Yosipovitch found scratching activated areas of the brain associated with memory and pleasure, while at the same time it suppressed areas associated with the sensation of pain and emotions.

"It puts in that message to continue it. That's why it's so repetitive," says Yosipovitch. "It's associated with a reward, so the more you do it, the more it feels better."

But that's not license to scratch, says Yosipovitch. He sees many patients with chronic itch from conditions like eczema, who scratch themselves until they bleed.

"Like any vicious cycle, it's not recommended," says Yosipovitch. But our instincts aren't all bad news.

Though scratching can put our brains into a painful cycle, science has found that the instinct to rub an injury can stop pain messages from reaching the brain.

Rubbing

"If you stub your toe, you rub it for a reason," says Dr. Carol Warfield, a professor of anesthesia at Harvard Medical School in Boston, Mass. She says that "Gate Theory," an idea that dates back to the 1960s, explains why.

Imagine there is a little gate within the spinal cord that allows pain messages to travel up to the brain, says Warfield. Usually, smaller nerves send pain signals, the gate opens and the messages of "Ow, I hit my elbow!" make it to the brain.

Larger nerves — which pick up on pressure, touch and position of the limb — will send messages to block the gate, crowding out some of the competing pain messages. Moreover, these larger nerves will trigger the body to release endorphins, the same hormones responsible for the natural high after exercise or sex.

So while rubbing your skin won't undo any damage of a bonked head, to a certain degree it will close off pain information to the brain and make you feel better.

"Anything you did to increase input into these pressure nerve fibers would allow input of endorphins in the spinal cord," says Warfield.

And "anything" may even include electric catfish.

Electric Shock

It turns out that millennia before a Canadian and British physician explained Gate Theory, the ancient Egyptians stumbled upon an application of it.

"Ancient Egyptians used to pull these electric catfish out of the Nile and put them on the painful area," says Warfield.

Just as rubbing a stubbed toe shuts a gate within the spinal cord, so can electric stimulation fire up the pressure nerves.

Healthcare providers today use electrical signals in a less fishy, decidedly less sloppy application called a TENS device — short for transcutaneous electrical nerve stimulation.

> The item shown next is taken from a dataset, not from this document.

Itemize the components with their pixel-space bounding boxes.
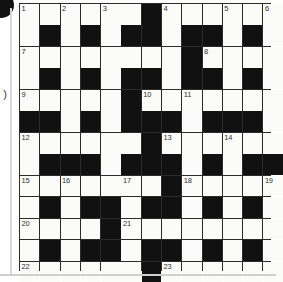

"The disadvantage of the conventional mode TENS is that it is temporary," says Brian Murray, a physical therapist and rehab team coordinator at Johns Hopkins University in Baltimore, Md. "People can build a tolerance."

However, stimulating the skin with a TENS unit can help many different types of pain — a weekend warrior who's injured himself, a person recovering from surgery, or a person in chronic pain who's trying to function — all relatively easily.

"It's not something where we strap them down to the table and wait until their hair stands up," says Murray. "You end up with a tingling feeling as if your foot falls asleep."